Someone in Barcelona once asked me what was the one thing I missed about the U.S. As a person who has lived in the capital of Catalonia for ten years, he had fallen in love with the city and felt that there was nothing it lacked. However, when he asked me that question, in my mind an immediate list of things popped up, but I decided to name just one. My answer to him was: “The black community.” He looked at me a bit puzzled and responded: “But there are black people here.” I turned to him, full of apprehension because of what I was about to say and quietly replied: “Yes there are. But it is not the same."
I hated that I had to say that but it was my most honest response.
But what did I mean that it was not the same? That we were not the same? What was so different between them and us? Well, in my third week here in Barcelona my phone was stolen. That can happen to anyone, anywhere and at any time, so it doesn’t have so much to do with this essay but more so with who stole my phone and how he did it. It was a guy from a neighboring country to where my family is from in West Africa. That night on the beach, when he stole my phone, he came over to my friends joking and laughing. He showed the most interest in me, calling me names like “sister,” “beautiful” and even saying things like we need to go back to Africa and we don’t belong here. I wasn’t buying any of it, but at the same time I let my guard down. Fast forward, and a few moments before he said goodbye he grabs my phone from my pocket and runs away. When I told this same story to my mother her response to me was: “Be careful with your ‘brothers’ out there. You guys are not the same.” But what did she mean by that?
A few weeks after the phone incident I went to Las Ramblas which is the famous shopping street here in Barcelona just to take a walk. As usual, there were lots of African men on this strip selling false merchandise. I stopped to talk to a few of them and ended up spending my entire evening out there with them. We talked about the different reasons for which we had come to Spain. Many of them had come as young teenagers to work. I came for graduate school. We talked about what we did for a living. They sold fake goods on Las Ramblas from Monday to Sunday, in some cases morning till night. I babysit six hours a week. They asked me where I was living and, consequently, how much I was paying to live there. I found out that a few of them were living together in an apartment outside of the city with no light or heat. Throughout our conversation, we would continuously have to move around as the police would come and make the guys tie up their mats and move their pitches elsewhere. In these conversations, on this night, I understood what my mom had said to me weeks beforehand. As much as I didn’t want to accept it, or pretend that we were just the same, we weren’t. While I was in class writing essays about immigration, they were out in the streets of Barcelona living that reality. Every law and policy I was studying were actually impacting their lives. I could be considered an ‘expat’ and they would forever be stigmatized as migrants.
So when this guy asked me that night what it was that I missed about the U.S, and I answered the "black community," I knew what I meant, but I was embarrassed to say it. I missed going to the malls and also seeing black people shopping at the same stores as me. Or walking down the street in my neighborhood and seeing my black neighbor also leave his or her home. Or going to the bank and having my check deposited by a black man or woman. Not just seeing them struggle to survive, selling fake things on the street. It’s hard and it’s frustrating. The reality is that even if I may see us all as being the same, our life circumstances, society, and the world we live in create such a difference between us and in the end I feel more different from them than anyone else. We are more different than I would like to admit. I guess this is the power of social class and social mobility. I do not share the same spaces as the black people here — we are not in the same classes and we are not at the same events. Though we may find ourselves similar in other ways — perhaps we both like Hip-Hop, understand what the pan-African nod of recognition means, share an appreciation for similar struggles – these differences in our lives set us worlds apart.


* EXERCISE PROMPT: Please return the lines of the data that contain "thick".
*** DATA SUPPLIED ***
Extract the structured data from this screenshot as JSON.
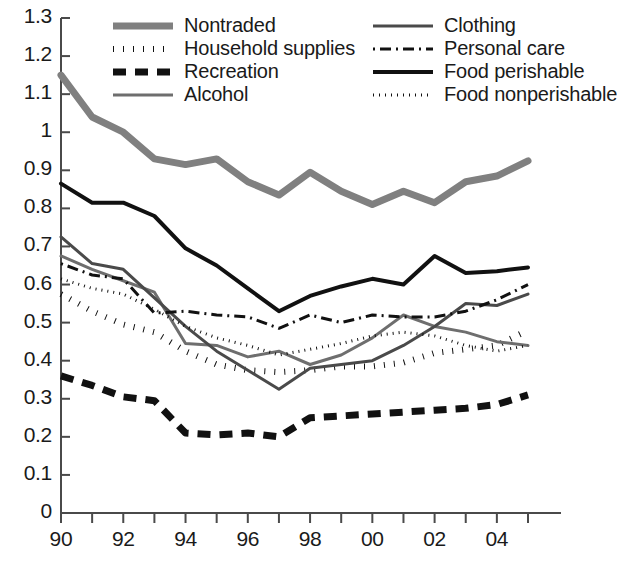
{
  "chart_data": {
    "type": "line",
    "title": "",
    "xlabel": "",
    "ylabel": "",
    "xlim": [
      1990,
      2005
    ],
    "ylim": [
      0,
      1.3
    ],
    "grid": false,
    "legend_position": "top-inside",
    "x": [
      1990,
      1991,
      1992,
      1993,
      1994,
      1995,
      1996,
      1997,
      1998,
      1999,
      2000,
      2001,
      2002,
      2003,
      2004,
      2005
    ],
    "xtick_labels": [
      "90",
      "",
      "92",
      "",
      "94",
      "",
      "96",
      "",
      "98",
      "",
      "00",
      "",
      "02",
      "",
      "04",
      ""
    ],
    "xtick_labels_shown": [
      "90",
      "92",
      "94",
      "96",
      "98",
      "00",
      "02",
      "04"
    ],
    "ytick_labels": [
      "0",
      "0.1",
      "0.2",
      "0.3",
      "0.4",
      "0.5",
      "0.6",
      "0.7",
      "0.8",
      "0.9",
      "1",
      "1.1",
      "1.2",
      "1.3"
    ],
    "ytick_values": [
      0,
      0.1,
      0.2,
      0.3,
      0.4,
      0.5,
      0.6,
      0.7,
      0.8,
      0.9,
      1.0,
      1.1,
      1.2,
      1.3
    ],
    "series": [
      {
        "name": "Nontraded",
        "style": "solid-thick-gray",
        "color": "#808080",
        "width": 7,
        "dash": "none",
        "values": [
          1.15,
          1.04,
          1.0,
          0.93,
          0.915,
          0.93,
          0.87,
          0.835,
          0.895,
          0.845,
          0.81,
          0.845,
          0.815,
          0.87,
          0.885,
          0.925
        ]
      },
      {
        "name": "Household supplies",
        "style": "dotted-thick-black",
        "color": "#111111",
        "width": 6,
        "dash": "1,9",
        "values": [
          0.575,
          0.53,
          0.495,
          0.475,
          0.425,
          0.39,
          0.375,
          0.37,
          0.375,
          0.385,
          0.385,
          0.395,
          0.42,
          0.43,
          0.44,
          0.48
        ]
      },
      {
        "name": "Recreation",
        "style": "dashed-thick-black",
        "color": "#111111",
        "width": 7,
        "dash": "13,9",
        "values": [
          0.36,
          0.335,
          0.305,
          0.295,
          0.21,
          0.205,
          0.21,
          0.2,
          0.25,
          0.255,
          0.26,
          0.265,
          0.27,
          0.275,
          0.285,
          0.31
        ]
      },
      {
        "name": "Alcohol",
        "style": "solid-medium-gray",
        "color": "#6e6e6e",
        "width": 3,
        "dash": "none",
        "values": [
          0.675,
          0.64,
          0.61,
          0.58,
          0.445,
          0.44,
          0.41,
          0.425,
          0.39,
          0.415,
          0.46,
          0.52,
          0.49,
          0.475,
          0.45,
          0.44
        ]
      },
      {
        "name": "Clothing",
        "style": "solid-thin-dark",
        "color": "#4a4a4a",
        "width": 3,
        "dash": "none",
        "values": [
          0.725,
          0.655,
          0.64,
          0.565,
          0.49,
          0.425,
          0.375,
          0.325,
          0.38,
          0.39,
          0.4,
          0.44,
          0.49,
          0.55,
          0.545,
          0.575
        ]
      },
      {
        "name": "Personal care",
        "style": "dash-dot-black",
        "color": "#111111",
        "width": 3,
        "dash": "2,5,11,5",
        "values": [
          0.655,
          0.625,
          0.615,
          0.525,
          0.53,
          0.52,
          0.515,
          0.485,
          0.52,
          0.5,
          0.52,
          0.515,
          0.515,
          0.53,
          0.56,
          0.6
        ]
      },
      {
        "name": "Food perishable",
        "style": "solid-black",
        "color": "#111111",
        "width": 4,
        "dash": "none",
        "values": [
          0.865,
          0.815,
          0.815,
          0.78,
          0.695,
          0.65,
          0.59,
          0.53,
          0.57,
          0.595,
          0.615,
          0.6,
          0.675,
          0.63,
          0.635,
          0.645
        ]
      },
      {
        "name": "Food nonperishable",
        "style": "dotted-thin-black",
        "color": "#111111",
        "width": 3,
        "dash": "1,5",
        "values": [
          0.615,
          0.59,
          0.575,
          0.535,
          0.49,
          0.46,
          0.44,
          0.415,
          0.43,
          0.445,
          0.465,
          0.475,
          0.465,
          0.44,
          0.425,
          0.44
        ]
      }
    ],
    "legend_columns": [
      [
        "Nontraded",
        "Household supplies",
        "Recreation",
        "Alcohol"
      ],
      [
        "Clothing",
        "Personal care",
        "Food perishable",
        "Food nonperishable"
      ]
    ]
  },
  "axes": {
    "y_axis_label_count": 14,
    "x_axis_label_count": 8
  }
}
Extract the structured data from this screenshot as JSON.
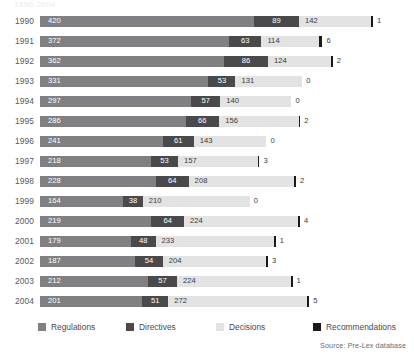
{
  "title_faint": "1990-2004",
  "legend": {
    "items": [
      {
        "label": "Regulations",
        "color": "#808082"
      },
      {
        "label": "Directives",
        "color": "#4a4a4c"
      },
      {
        "label": "Decisions",
        "color": "#e3e3e3"
      },
      {
        "label": "Recommendations",
        "color": "#1a1a1a"
      }
    ]
  },
  "source": "Source: Pre-Lex database",
  "chart_data": {
    "type": "bar",
    "orientation": "horizontal",
    "stacked": true,
    "title": "",
    "xlabel": "",
    "ylabel": "",
    "grid": false,
    "legend_position": "bottom",
    "categories": [
      "1990",
      "1991",
      "1992",
      "1993",
      "1994",
      "1995",
      "1996",
      "1997",
      "1998",
      "1999",
      "2000",
      "2001",
      "2002",
      "2003",
      "2004"
    ],
    "series": [
      {
        "name": "Regulations",
        "color": "#808082",
        "values": [
          420,
          372,
          362,
          331,
          297,
          286,
          241,
          218,
          228,
          164,
          219,
          179,
          187,
          212,
          201
        ]
      },
      {
        "name": "Directives",
        "color": "#4a4a4c",
        "values": [
          89,
          63,
          86,
          53,
          57,
          66,
          61,
          53,
          64,
          38,
          64,
          48,
          54,
          57,
          51
        ]
      },
      {
        "name": "Decisions",
        "color": "#e3e3e3",
        "values": [
          142,
          114,
          124,
          131,
          140,
          156,
          143,
          157,
          208,
          210,
          224,
          233,
          204,
          224,
          272
        ]
      },
      {
        "name": "Recommendations",
        "color": "#1a1a1a",
        "values": [
          1,
          6,
          2,
          0,
          0,
          2,
          0,
          3,
          2,
          0,
          4,
          1,
          3,
          1,
          5
        ]
      }
    ],
    "totals": [
      652,
      555,
      574,
      515,
      494,
      510,
      445,
      431,
      502,
      412,
      511,
      461,
      448,
      494,
      529
    ],
    "xlim": [
      0,
      652
    ],
    "px_per_unit": 0.509
  }
}
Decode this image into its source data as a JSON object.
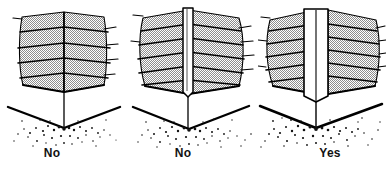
{
  "figure": {
    "title": "",
    "type": "technical-line-illustration",
    "background_color": "#ffffff",
    "ink_color": "#000000",
    "brush_fill_color": "#b3b3b3",
    "tool_fill_color": "#ffffff",
    "debris_color": "#111111"
  },
  "panels": [
    {
      "id": "panel-no-1",
      "label": "No",
      "verdict": "No",
      "brush_tiers": 5,
      "has_vertical_tool": false,
      "tool_width": 0,
      "description_semantic": "corner-brush-without-tool"
    },
    {
      "id": "panel-no-2",
      "label": "No",
      "verdict": "No",
      "brush_tiers": 5,
      "has_vertical_tool": true,
      "tool_width": 10,
      "description_semantic": "corner-brush-with-narrow-tool"
    },
    {
      "id": "panel-yes",
      "label": "Yes",
      "verdict": "Yes",
      "brush_tiers": 6,
      "has_vertical_tool": true,
      "tool_width": 24,
      "description_semantic": "corner-brush-with-wide-tool"
    }
  ]
}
*** End of DATA SUPPLIED ***
* EXERCISE ANSWER:
        "style": "solid-thick-gray",
        "style": "dotted-thick-black",
        "style": "dashed-thick-black",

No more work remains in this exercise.